Having re-crossed Iron Bridge, to your right is a group of dwellings that have previously had other uses.
The part of 103 The Borough (Creel Cottage) nearest the river was formerly the Iron Bridge Basket Works, established i n 1801 by Mr Eastman. At that date it was purely a basket works but 50 years later the company produced its first wicker chair. The American Eastman family, of Kodak Film fame, is descended from Downton Eastmans. The building has the only surviving example of a painted Burgage number.
101 The Borough (Borough House) was formerly used as one of Sid Stevens’ drapery shops. The old shopfront can now be seen in the Breamore Countryside Museum. The small annexe to 99 The Borough was converted from the former National Westminster Bank building.
The Heritage Trail plaque is located at the front of the Old Granary, converted to residential use in around 1990. Former occupiers of the site included Hardings grain merchants, Hickman Brothers corn, cattle food and fertilizer merchants, Critchcraft and Logan Homecare.
Next to the Old Granary is the access to Green Lane. Although it appears to be quiet residential street, Green Lane was almost a small industrial estate at the beginning of the 20th century. The large building next to the access, together with the land on which the houses in the lane are sited, was last occupied by the Chemical Pipe and Vessel Company, although there had previously been a row of cottages to the rear forming the original Green Lane.
The surviving building was originally the village workhouse and gaol, built in about 1730. Adjoining the workhouse was the smallpox house. The building was also later occupied by Downton Home Industries, the Unionist (Conservative) Club and the South Wilts Bacon Curing Company. The land behind the workhouse was the old Downton gas works run by the Downton Petrol Air Gas Company.
Downton Home Industries was founded in 1901 by Mrs Plumtree and Mrs Robinson, under the patronage of the Countess of Radnor, primarily to organise local lacemakers and other craft workers into a more professional unit. It is not known exactly when lace making started in Downton, but it continued as an ‘industry’ until 1966, although by then it had moved back into the cottages. The Salisbury and South Wiltshire Museum has an excellent display of Downton lace.
Although several examples of artisan thatched cottages have been demolished over the past century, a number of listed buildings and other properties of interest remain in this part of The Borough. On the northern side of the first green, between the Old Granary and Moulds Bridge are the following:
Horsehoe Court was formerly the Three Horseshoes, a public house,which was converted into flats in around 1990. Next to the old pub, at 83 The Borough, a new house has been built on the site of Mr Miles’ legendary ‘shell house’. During the 1960s and 1970s coach parties of tourists visiting the New Forest and Salisbury would make a special excursion to view the model village he had created out of broken tiles, pottery and crockery. Remnants can still be seen on the boundary walls of the property.
79 The Borough (Hurdles) was formerly the Free and Easy public house and a grocer’s shop. The Barber Shop (previously the Cottage Loaf baker’s shop) was formerly occupied by Ernest Street’s ironmongers, grocers and provisions shop and the Halifax Building Society. The Free and Easy, along with the George and Dragon was possibly closed as a result of the activities of a Temperance Society (Heritage Trail Plaque 8).
Returning to the southern side, 86 The Borough (Caxton House) was formerly used by an estate agent, Anneke’s Fashions and a baker’s shop. Cottages and a set of advertising hoardings once occupied the area of 78 to 84 The Borough, while 76 The Borough (Herons Walk) was built on the site of the former Army Cadet Hut. In November 1918, as part of the village's Armistice celebrations, an effigy of the Kaiser was burnt on a bonfire in the meadow on this site.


- **REQUIRED ACTION**: Report back each line of the records that contains the string "media".

*** Opening of GIVEN RECORDS ***

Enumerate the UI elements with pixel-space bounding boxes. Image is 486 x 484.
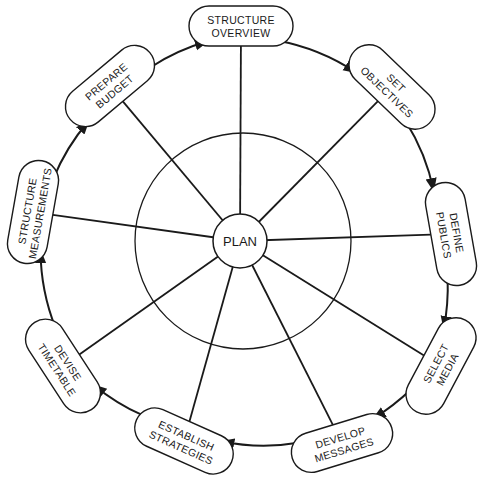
plan-label: PLAN	[223, 234, 257, 249]
node-define-publics[interactable]: DEFINEPUBLICS	[422, 179, 479, 288]
spoke-structure-overview	[240, 46, 241, 241]
center-hub[interactable]: PLAN	[213, 214, 267, 268]
spoke-select-media	[240, 241, 424, 355]
node-shape	[57, 37, 162, 134]
flow-arrow-develop-messages-to-establish-strategies	[222, 441, 300, 445]
node-shape	[18, 311, 108, 420]
node-label: OVERVIEW	[212, 27, 271, 39]
node-develop-messages[interactable]: DEVELOPMESSAGES	[286, 409, 397, 478]
node-structure-measurements[interactable]: STRUCTUREMEASUREMENTS	[4, 157, 61, 266]
spoke-structure-measurements	[53, 215, 240, 241]
node-shape	[128, 402, 239, 481]
planning-cycle-diagram: PLAN STRUCTUREOVERVIEWSETOBJECTIVESDEFIN…	[0, 0, 486, 484]
node-prepare-budget[interactable]: PREPAREBUDGET	[57, 37, 162, 134]
spoke-devise-timetable	[79, 241, 240, 354]
node-devise-timetable[interactable]: DEVISETIMETABLE	[18, 311, 108, 420]
flow-arrow-structure-overview-to-set-objectives	[277, 40, 356, 72]
node-establish-strategies[interactable]: ESTABLISHSTRATEGIES	[128, 402, 239, 481]
flow-arrow-structure-measurements-to-prepare-budget	[53, 121, 88, 178]
node-shape	[189, 6, 293, 46]
flow-arrow-set-objectives-to-define-publics	[406, 121, 434, 190]
node-structure-overview[interactable]: STRUCTUREOVERVIEW	[189, 6, 293, 46]
node-shape	[286, 409, 397, 478]
node-select-media[interactable]: SELECTMEDIA	[399, 311, 483, 422]
flow-arrow-prepare-budget-to-structure-overview	[150, 41, 208, 67]
flow-arrow-devise-timetable-to-structure-measurements	[41, 251, 56, 328]
node-shape	[422, 179, 479, 288]
node-shape	[399, 311, 483, 422]
flow-arrow-establish-strategies-to-devise-timetable	[94, 385, 142, 415]
spoke-set-objectives	[240, 101, 378, 241]
spoke-define-publics	[240, 235, 431, 241]
spoke-establish-strategies	[189, 241, 240, 422]
node-label: STRUCTURE	[207, 14, 274, 26]
spoke-develop-messages	[240, 241, 333, 425]
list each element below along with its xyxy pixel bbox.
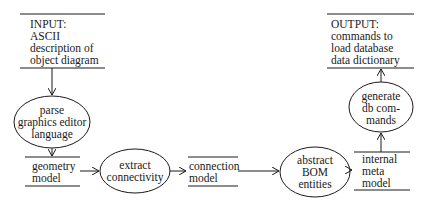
geometry-store-label: geometry model xyxy=(32,160,75,184)
parse-line-3: language xyxy=(14,128,90,140)
meta-line-3: model xyxy=(362,177,397,189)
output-store-label: OUTPUT: commands to load database data d… xyxy=(331,18,400,66)
generate-line-1: generate xyxy=(349,90,413,102)
output-line-2: commands to xyxy=(331,30,400,42)
meta-line-2: meta xyxy=(362,165,397,177)
meta-store-label: internal meta model xyxy=(362,153,397,189)
input-line-3: description of xyxy=(30,42,99,54)
abstract-process-label: abstract BOM entities xyxy=(280,154,350,190)
connection-line-1: connection xyxy=(189,160,239,172)
input-line-4: object diagram xyxy=(30,54,99,66)
connection-line-2: model xyxy=(189,172,239,184)
input-store-label: INPUT: ASCII description of object diagr… xyxy=(30,18,99,66)
output-line-3: load database xyxy=(331,42,400,54)
generate-line-3: mands xyxy=(349,114,413,126)
abstract-line-3: entities xyxy=(280,178,350,190)
output-line-1: OUTPUT: xyxy=(331,18,400,30)
parse-line-1: parse xyxy=(14,104,90,116)
extract-line-2: connectivity xyxy=(100,171,170,183)
output-line-4: data dictionary xyxy=(331,54,400,66)
parse-line-2: graphics editor xyxy=(14,116,90,128)
abstract-line-2: BOM xyxy=(280,166,350,178)
generate-process-label: generate db com- mands xyxy=(349,90,413,126)
meta-line-1: internal xyxy=(362,153,397,165)
geometry-line-1: geometry xyxy=(32,160,75,172)
input-line-2: ASCII xyxy=(30,30,99,42)
parse-process-label: parse graphics editor language xyxy=(14,104,90,140)
extract-line-1: extract xyxy=(100,159,170,171)
extract-process-label: extract connectivity xyxy=(100,159,170,183)
abstract-line-1: abstract xyxy=(280,154,350,166)
generate-line-2: db com- xyxy=(349,102,413,114)
connection-store-label: connection model xyxy=(189,160,239,184)
input-line-1: INPUT: xyxy=(30,18,99,30)
geometry-line-2: model xyxy=(32,172,75,184)
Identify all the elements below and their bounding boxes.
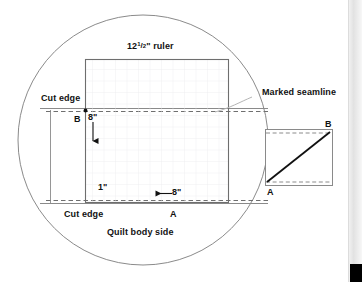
point-b-marker-dot [84, 109, 88, 113]
diagram-vector-layer [0, 0, 348, 282]
quilt-binding-diagram: 121/2" ruler Cut edge B 8" 1" 8" Cut edg… [0, 0, 348, 282]
vertical-measure-label: 8" [88, 113, 97, 122]
detail-folded-strip [266, 130, 333, 186]
ruler-label-suffix: ruler [153, 41, 174, 51]
cut-edge-bottom-label: Cut edge [64, 210, 103, 219]
detail-point-b-label: B [325, 120, 332, 129]
point-b-left-label: B [74, 115, 81, 124]
ruler-unit: " [146, 41, 150, 51]
scrollbar-thumb[interactable] [350, 264, 362, 282]
screenshot-canvas: 121/2" ruler Cut edge B 8" 1" 8" Cut edg… [0, 0, 362, 282]
ruler-fraction: 1/2 [137, 41, 146, 50]
seam-allowance-label: 1" [98, 183, 107, 192]
horizontal-measure-label: 8" [172, 188, 181, 197]
ruler-label: 121/2" ruler [127, 41, 174, 51]
detail-point-a-label: A [267, 188, 274, 197]
vertical-scrollbar[interactable] [348, 0, 362, 282]
cut-edge-top-label: Cut edge [41, 94, 80, 103]
ruler-size-value: 12 [127, 41, 137, 51]
marked-seamline-label: Marked seamline [262, 88, 336, 97]
point-a-bottom-label: A [170, 210, 177, 219]
quilt-body-side-label: Quilt body side [107, 228, 174, 237]
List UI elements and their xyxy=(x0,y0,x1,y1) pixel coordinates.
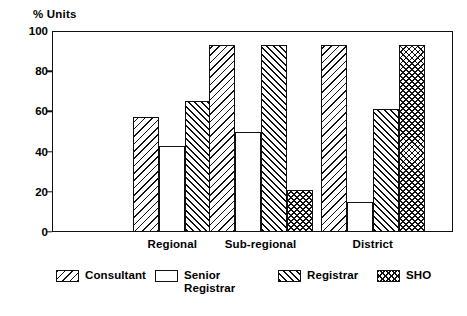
y-tick-label: 40 xyxy=(6,146,48,158)
legend-label: SHO xyxy=(406,269,431,282)
legend-swatch-sho xyxy=(377,270,400,282)
bar-regional-senior-registrar xyxy=(159,146,185,232)
legend-swatch-consultant xyxy=(56,270,79,282)
bar-sub-regional-registrar xyxy=(261,45,287,232)
bar-chart: % Units 020406080100 RegionalSub-regiona… xyxy=(0,0,467,316)
legend-label: Senior Registrar xyxy=(184,269,235,295)
legend-label: Consultant xyxy=(85,269,146,282)
y-tick-label: 20 xyxy=(6,186,48,198)
bar-sub-regional-consultant xyxy=(209,45,235,232)
bars-layer xyxy=(52,31,453,232)
legend-label: Registrar xyxy=(307,269,358,282)
y-tick-label: 60 xyxy=(6,105,48,117)
bar-district-senior-registrar xyxy=(347,202,373,232)
legend-item-sho[interactable]: SHO xyxy=(377,269,431,282)
legend-item-consultant[interactable]: Consultant xyxy=(56,269,146,282)
y-tick-label: 0 xyxy=(6,226,48,238)
bar-district-consultant xyxy=(321,45,347,232)
x-category-label-district: District xyxy=(353,238,393,250)
bar-regional-registrar xyxy=(185,101,211,232)
bar-sub-regional-sho xyxy=(287,190,313,232)
legend-item-senior-registrar[interactable]: Senior Registrar xyxy=(155,269,235,295)
legend-swatch-senior-registrar xyxy=(155,270,178,282)
chart-legend: ConsultantSenior RegistrarRegistrarSHO xyxy=(0,269,467,315)
bar-district-registrar xyxy=(373,109,399,232)
bar-regional-consultant xyxy=(133,117,159,232)
y-tick-label: 100 xyxy=(6,25,48,37)
bar-sub-regional-senior-registrar xyxy=(235,132,261,233)
legend-item-registrar[interactable]: Registrar xyxy=(278,269,358,282)
bar-district-sho xyxy=(399,45,425,232)
legend-swatch-registrar xyxy=(278,270,301,282)
x-category-label-regional: Regional xyxy=(148,238,197,250)
y-tick-label: 80 xyxy=(6,65,48,77)
x-category-label-sub-regional: Sub-regional xyxy=(225,238,296,250)
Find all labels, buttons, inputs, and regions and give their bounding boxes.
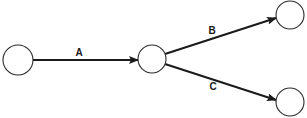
- node-start: [3, 45, 33, 75]
- edge-label-a: A: [75, 48, 82, 58]
- edge-b-arrow: [165, 18, 276, 54]
- activity-network-diagram: [0, 0, 307, 118]
- node-top-right: [276, 1, 304, 29]
- node-bottom-right: [276, 88, 304, 116]
- edge-label-b: B: [208, 26, 215, 36]
- edge-c-arrow: [165, 64, 276, 100]
- edge-label-c: C: [209, 82, 216, 92]
- node-middle: [138, 45, 166, 73]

*** Close of GIVEN RECORDS ***

- **WRITTEN ANSWER**:
spoke-select-media	[240, 241, 424, 355]
node-select-media[interactable]: SELECTMEDIA	[399, 311, 483, 422]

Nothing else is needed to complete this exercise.